India's economic miracle losing its lustre: analysts
21 hours ago
NEW DELHI (AFP) - Booming India is reeling from a flurry of bad financial
headlines, suggesting the outlook for the world's second fastest-growing
major economy is not as rosy as it was, analysts say.
Economic growth is losing pace and inflation is on the rise, meaning
India's
central bank -- which has hiked interest rates nine times since 2004 to
tame
prices -- has little room to loosen monetary policy to spur activity, they
say.
"The picture of very strong growth and low inflation in India is starting
to
give way to one of slowing growth and rising inflation," said Robert
Prior-Wandesforde, an economist at HSBC in Singa****e.
Last Friday, inflation in Asia's third-largest economy hit a nearly
10-month
high of 5.02 percent, pu****ng through the central bank's ceiling of five
percent for this fiscal year.
Adding to the gloom has been a 25 percent slide since January 10 in
India's
benchmark Sen*** share index -- whose 47 percent jump last year made it
one
of the world's top performers -- as foreign investors have bailed out.
"With the (global) economic turbulence, you're seeing a lot of risk
aversion," said Amitabh Chakraborty, equities president of Mumbai's
Religare
Securities.
Also, the Congress-led government, which faces general elections in little
over a year, is storing up fiscal trouble with its 15-billion-dollar loan
bailout for farmers, big civil service pay hikes and tax cuts announced
late
last month in its populist, poll-geared budget, economists say.
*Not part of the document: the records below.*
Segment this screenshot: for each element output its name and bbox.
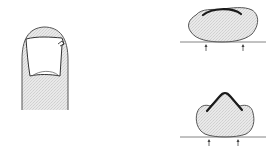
pressure-arrow-right xyxy=(237,139,240,146)
cross-section-normal-curvature xyxy=(180,8,266,51)
nail-plate xyxy=(26,37,64,76)
fingertip-section-blob xyxy=(196,93,254,137)
pressure-arrow-left xyxy=(208,139,211,146)
pressure-arrow-left xyxy=(205,44,208,51)
cross-section-pincer-curvature xyxy=(180,93,266,146)
fingertip-section-blob xyxy=(189,8,258,42)
figure-canvas xyxy=(0,0,277,146)
finger-dorsal-view xyxy=(22,27,68,110)
pressure-arrow-right xyxy=(242,44,245,51)
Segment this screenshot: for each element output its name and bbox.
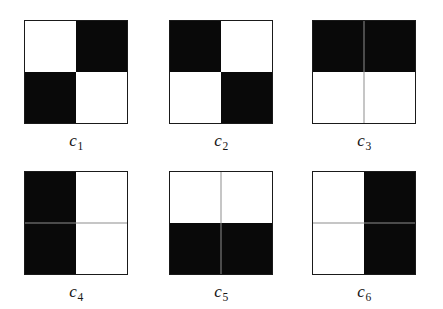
quadrant-c5-top-left bbox=[170, 172, 221, 223]
pattern-cell-c2: c2 bbox=[169, 20, 273, 149]
pattern-square-c6 bbox=[312, 171, 416, 275]
pattern-label-letter-c4: c bbox=[69, 282, 77, 301]
pattern-label-index-c2: 2 bbox=[222, 140, 228, 153]
pattern-figure: c1c2c3c4c5c6 bbox=[0, 0, 443, 309]
pattern-cell-c4: c4 bbox=[24, 171, 128, 300]
pattern-label-c1: c1 bbox=[69, 132, 83, 149]
pattern-cell-c5: c5 bbox=[169, 171, 273, 300]
pattern-label-letter-c2: c bbox=[214, 131, 222, 150]
quadrant-c3-bottom-left bbox=[313, 72, 364, 123]
pattern-cell-c3: c3 bbox=[312, 20, 416, 149]
quadrant-c1-top-right bbox=[76, 21, 127, 72]
quadrant-c3-bottom-right bbox=[364, 72, 415, 123]
pattern-label-letter-c6: c bbox=[357, 282, 365, 301]
pattern-label-letter-c1: c bbox=[69, 131, 77, 150]
quadrant-c2-top-left bbox=[170, 21, 221, 72]
quadrant-c1-top-left bbox=[25, 21, 76, 72]
quadrant-c3-top-right bbox=[364, 21, 415, 72]
pattern-label-c4: c4 bbox=[69, 283, 83, 300]
pattern-label-c6: c6 bbox=[357, 283, 371, 300]
pattern-label-c3: c3 bbox=[357, 132, 371, 149]
quadrant-c6-top-right bbox=[364, 172, 415, 223]
quadrant-c2-top-right bbox=[221, 21, 272, 72]
pattern-label-letter-c5: c bbox=[214, 282, 222, 301]
pattern-cell-c6: c6 bbox=[312, 171, 416, 300]
pattern-label-index-c1: 1 bbox=[77, 140, 83, 153]
pattern-label-index-c6: 6 bbox=[365, 291, 371, 304]
pattern-square-c4 bbox=[24, 171, 128, 275]
quadrant-c6-bottom-left bbox=[313, 223, 364, 274]
quadrant-c5-bottom-right bbox=[221, 223, 272, 274]
quadrant-c2-bottom-right bbox=[221, 72, 272, 123]
pattern-square-c3 bbox=[312, 20, 416, 124]
pattern-label-c2: c2 bbox=[214, 132, 228, 149]
quadrant-c5-top-right bbox=[221, 172, 272, 223]
quadrant-c6-bottom-right bbox=[364, 223, 415, 274]
quadrant-c1-bottom-right bbox=[76, 72, 127, 123]
quadrant-c3-top-left bbox=[313, 21, 364, 72]
quadrant-c5-bottom-left bbox=[170, 223, 221, 274]
quadrant-c6-top-left bbox=[313, 172, 364, 223]
pattern-label-index-c4: 4 bbox=[77, 291, 83, 304]
pattern-label-letter-c3: c bbox=[357, 131, 365, 150]
pattern-label-index-c3: 3 bbox=[365, 140, 371, 153]
quadrant-c2-bottom-left bbox=[170, 72, 221, 123]
quadrant-c4-bottom-right bbox=[76, 223, 127, 274]
pattern-square-c1 bbox=[24, 20, 128, 124]
pattern-square-c5 bbox=[169, 171, 273, 275]
pattern-cell-c1: c1 bbox=[24, 20, 128, 149]
pattern-label-index-c5: 5 bbox=[222, 291, 228, 304]
quadrant-c1-bottom-left bbox=[25, 72, 76, 123]
pattern-square-c2 bbox=[169, 20, 273, 124]
pattern-label-c5: c5 bbox=[214, 283, 228, 300]
quadrant-c4-top-right bbox=[76, 172, 127, 223]
quadrant-c4-top-left bbox=[25, 172, 76, 223]
quadrant-c4-bottom-left bbox=[25, 223, 76, 274]
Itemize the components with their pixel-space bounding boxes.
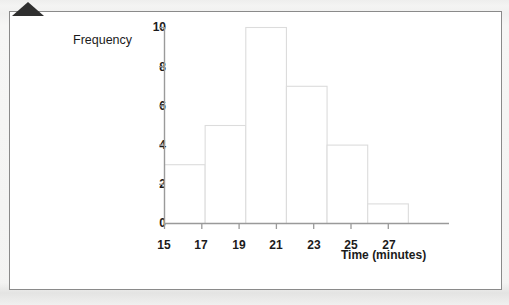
histogram-bar: [165, 165, 206, 224]
y-tick-marks: [159, 28, 165, 185]
histogram-bar: [286, 86, 327, 223]
histogram-chart: Frequency Time (minutes) 10 8 6 4 2 0 15…: [10, 12, 501, 289]
histogram-bar: [205, 126, 246, 224]
x-tick-marks: [165, 224, 389, 230]
triangle-marker-icon: [12, 2, 44, 16]
histogram-bar: [327, 145, 368, 223]
histogram-bar: [368, 204, 409, 224]
figure-frame: Frequency Time (minutes) 10 8 6 4 2 0 15…: [9, 11, 502, 290]
bars-group: [165, 28, 409, 224]
histogram-bar: [246, 28, 287, 224]
plot-svg: [10, 12, 503, 291]
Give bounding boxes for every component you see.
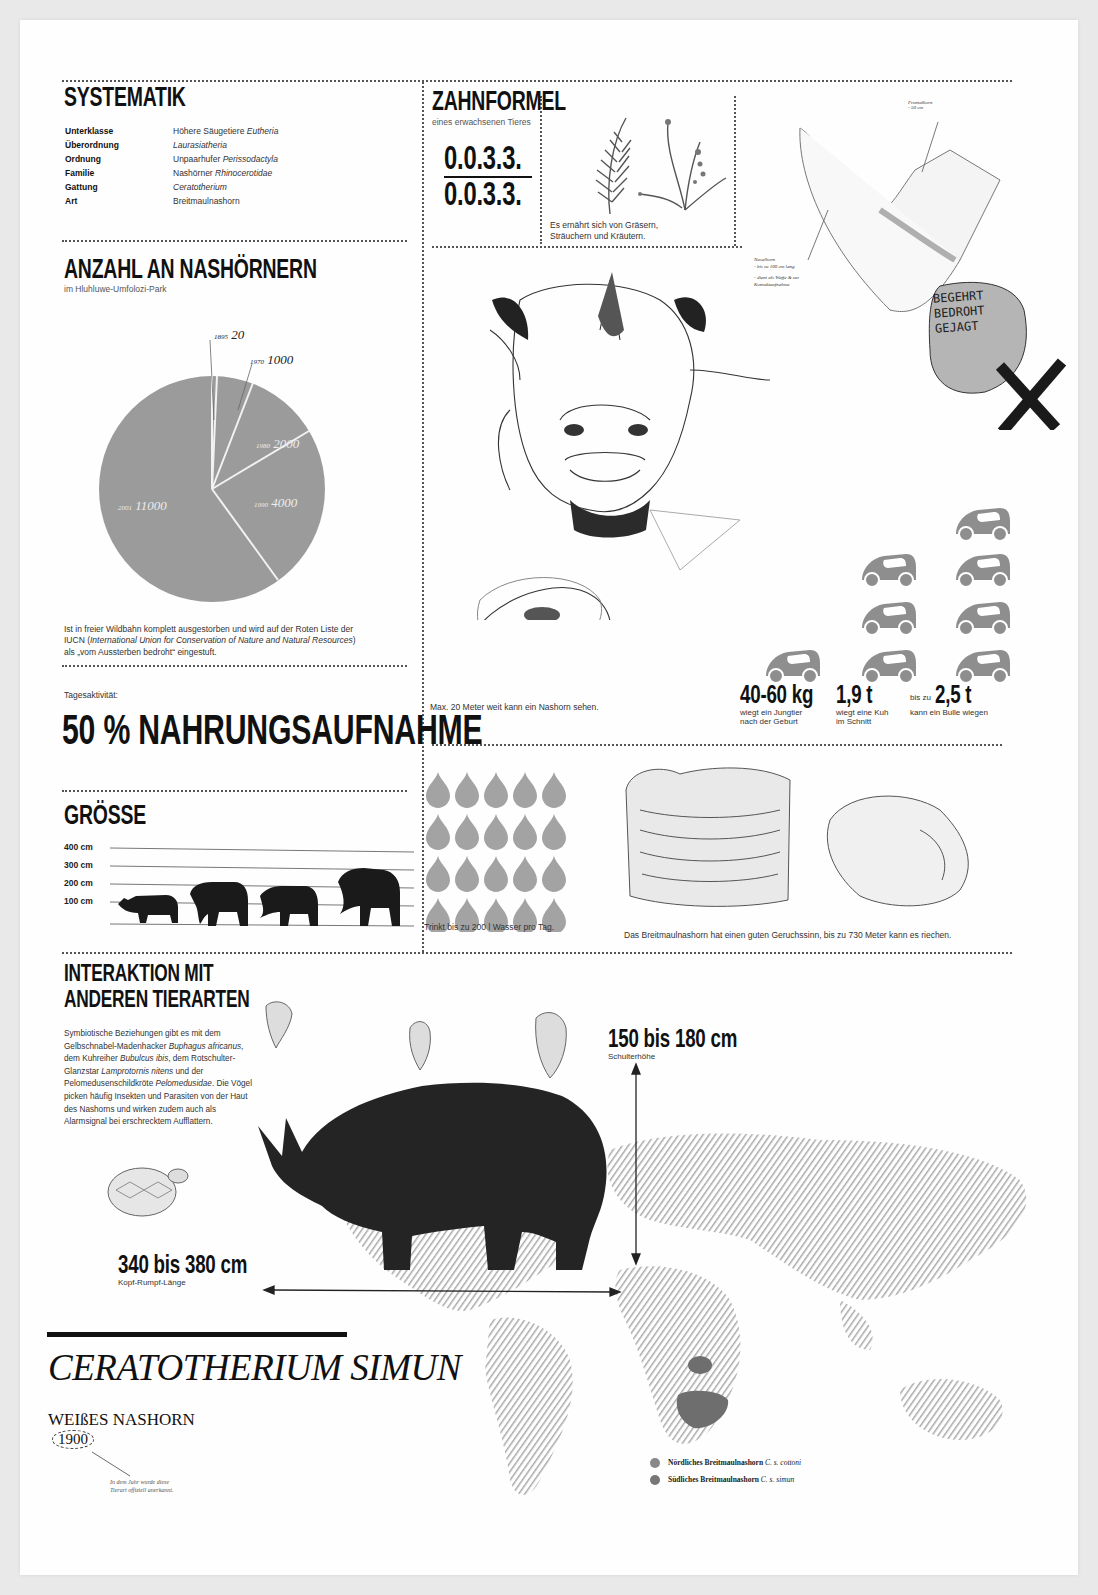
shoulder-height-value: 150 bis 180 cm [608,1024,737,1052]
plants-illustration [560,112,730,222]
legend-item-southern: Südliches Breitmaulnashorn C. s. simun [650,1471,801,1488]
taxonomy-value: Unpaarhufer [173,154,220,164]
shoulder-height-label: Schulterhöhe [608,1052,787,1063]
divider-vertical-zahn [540,96,542,244]
taxonomy-row: OrdnungUnpaarhufer Perissodactyla [65,152,278,166]
taxonomy-key: Ordnung [65,152,173,166]
taxonomy-key: Art [65,194,173,208]
pie-label-value: 20 [231,327,244,342]
legend-latin: C. s. simun [761,1475,794,1484]
divider-vertical-main [422,82,424,952]
legend-swatch [650,1475,660,1485]
groesse-title: GRÖSSE [64,800,146,831]
diet-caption-line: Sträuchern und Kräutern. [550,231,658,242]
taxonomy-latin: Eutheria [247,126,279,136]
recognition-year: 1900 [52,1430,94,1449]
year-note: In dem Jahr wurde diese Tierart offiziel… [110,1478,174,1495]
species-latin: Pelomedusidae [155,1079,211,1088]
divider-vertical-diet [734,96,736,246]
taxonomy-key: Familie [65,166,173,180]
iucn-note: Ist in freier Wildbahn komplett ausgesto… [64,624,414,658]
pie-label-value: 4000 [271,495,297,510]
turtle-illustration [86,1150,196,1230]
frontal-horn-label: Frontalhorn - 50 cm [908,100,933,110]
iucn-abbr: IUCN ( [64,635,90,645]
iucn-full-name: International Union for Conservation of … [90,635,353,645]
pie-label-1895: 1895 20 [214,327,244,343]
smell-caption: Das Breitmaulnashorn hat einen guten Ger… [624,930,951,941]
diet-caption: Es ernährt sich von Gräsern, Sträuchern … [550,220,658,243]
activity-label: Tagesaktivität: [64,690,118,701]
body-length-label: Kopf-Rumpf-Länge [118,1278,297,1289]
divider-top [62,80,1012,82]
weight-stat-bull: bis zu 2,5 t kann ein Bulle wiegen [910,680,988,717]
taxonomy-value: Breitmaulnashorn [173,194,240,208]
weight-stat-cow: 1,9 t wiegt eine Kuh im Schnitt [836,680,888,726]
legend-swatch [650,1458,660,1468]
weight-value: 40-60 kg [740,680,813,708]
species-latin: Bubulcus ibis [120,1054,168,1063]
weight-stat-calf: 40-60 kg wiegt ein Jungtier nach der Geb… [740,680,842,726]
taxonomy-row: GattungCeratotherium [65,180,278,194]
zahnformel-title: ZAHNFORMEL [432,86,566,117]
car-weight-pictogram [740,500,1020,690]
pie-label-value: 1000 [267,352,293,367]
weight-prefix: bis zu [910,693,931,704]
taxonomy-key: Überordnung [65,138,173,152]
activity-headline: 50 % NAHRUNGSAUFNAHME [62,706,483,754]
legend-latin: C. s. cottoni [765,1458,801,1467]
pie-label-1990: 1990 4000 [254,495,297,511]
diet-caption-line: Es ernährt sich von Gräsern, [550,220,658,231]
interaction-body: Symbiotische Beziehungen gibt es mit dem… [64,1028,254,1129]
interaction-title-line: ANDEREN TIERARTEN [64,986,249,1012]
pie-label-value: 2000 [273,436,299,451]
taxonomy-value: Nashörner [173,168,213,178]
weight-desc: nach der Geburt [740,717,842,726]
weight-desc: kann ein Bulle wiegen [910,708,988,717]
threat-stamp: BEGEHRT BEDROHT GEJAGT [932,288,986,336]
taxonomy-key: Gattung [65,180,173,194]
tooth-formula-lower: 0.0.3.3. [444,178,522,210]
water-drops-pictogram [426,772,586,932]
pie-label-year: 1970 [250,358,264,366]
population-title: ANZAHL AN NASHÖRNERN [64,254,317,285]
pie-label-value: 11000 [135,498,167,513]
sight-caption: Max. 20 Meter weit kann ein Nashorn sehe… [430,702,599,713]
body-length-stat: 340 bis 380 cm Kopf-Rumpf-Länge [118,1250,297,1289]
weight-desc: wiegt ein Jungtier [740,708,842,717]
species-latin-name: CERATOTHERIUM SIMUN [48,1346,461,1389]
pie-label-1970: 1970 1000 [250,352,293,368]
interaction-title: INTERAKTION MIT ANDEREN TIERARTEN [64,960,249,1012]
tooth-formula-upper: 0.0.3.3. [444,142,522,174]
divider-population [62,665,407,667]
water-caption: Trinkt bis zu 200 l Wasser pro Tag. [424,922,554,933]
taxonomy-latin: Ceratotherium [173,182,227,192]
divider-interaction [62,952,1012,954]
pie-label-year: 1990 [254,501,268,509]
iucn-note-line: Ist in freier Wildbahn komplett ausgesto… [64,624,414,635]
systematik-title: SYSTEMATIK [64,82,186,113]
divider-zahn [432,246,742,248]
size-gridlines-and-silhouettes [64,842,414,932]
iucn-note-line: als „vom Aussterben bedroht“ eingestuft. [64,647,414,658]
rhino-head-illustration [450,260,770,620]
weight-value: 2,5 t [935,680,971,708]
title-rule [47,1332,347,1337]
year-note-line: Tierart offiziell anerkannt. [110,1486,174,1494]
iucn-paren: ) [353,635,356,645]
horn-illustration [780,110,1080,430]
species-latin: Lamprotornis nitens [101,1067,173,1076]
divider-activity [62,790,407,792]
taxonomy-row: ÜberordnungLaurasiatheria [65,138,278,152]
pie-label-2001: 2001 11000 [118,498,167,514]
taxonomy-value: Höhere Säugetiere [173,126,244,136]
legend-name: Nördliches Breitmaulnashorn [668,1458,763,1467]
pie-label-year: 1895 [214,333,228,341]
legend-item-northern: Nördliches Breitmaulnashorn C. s. cotton… [650,1454,801,1471]
pie-label-1980: 1980 2000 [256,436,299,452]
taxonomy-latin: Rhinocerotidae [215,168,272,178]
taxonomy-row: ArtBreitmaulnashorn [65,194,278,208]
divider-weights [432,744,1002,746]
infographic-poster: SYSTEMATIK UnterklasseHöhere Säugetiere … [20,20,1078,1575]
size-comparison-chart: 400 cm 300 cm 200 cm 100 cm [64,842,414,932]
"We think the fiscal deficit will increase due to the spending pressures,"
said Goldman Sachs economist Tushar Poddar.
Economic growth is forecast by the government to slow to 8.8 percent in
this
fiscal year to March 31, 2008 from 9.6 percent last year -- the first
deceleration in three years.
Some economists project growth could fall to as low as seven percent next
year due to the US-led global slowdown, aggressive monetary tightening and
a
sharp rise in the rupee's value against the dollar, which has hit ex****ts.
Seven percent growth would still be enviable by anemic Western levels but
is
too low for India, where analysts say double-digit expansion is needed to
help hundreds of millions escape a grim poverty trap.
The stock market's slide has also cast a cloud over plans by firms to
raise
a projected 15 billion dollars in IPOs this year -- nearly double the
record
8.3 billion raised in 2007.
Already, two high-profile firms have pulled their IPOs, including Emaar
MGF -- a joint venture of Dubai's Emaar, the world's biggest property
developer --- which abandoned its bid to raise 1.6 billion dollars, citing
"indications of a US recession and global meltdown."
The IPOs are key to expansion as much of the funds raised would be
invested
in plant and machinery, and improvements in India's dilapidated
infrastructure such as its potholed roads, shabby ****ts and unreliable
power.
Lengthy blackouts even in big metropolitan centres such as New Delhi are
routinely cited by economists as major growth constraints.
While India's economy is better insulated than many other Asian nations
from
the global slowdown because it is not so heavily dependent on ex****ts, it
is
not immune to the chill financial headwinds, analysts say.
A lot of economic growth has been driven by risk capital, especially from
the United States, which is slowing as foreign investors repatriate funds
amid fears of a US recession, said Religare's Chakraborty.
For the time being, the government and central bank are making checking
inflation their priority.
The central bank and the government are "signalling the risk to inflation
is
a bigger worry than the risk to growth," said JP Morgan analyst Rajeev
Malik.
Soaring world commodity and crude oil prices have alarmed the central bank
while the government sees cutting inflation as crucial to its political
fate, analysts say.
Inflation has been blamed as a key factor in several state poll drubbings
for Congress, which owes its 2004 general election win to sup****t from
India's poor m***** -- hardest hit by price rises.
Prime Minister Manmohan Singh last month called inflation "the cruellest
tax" as it hits the poor the hardest.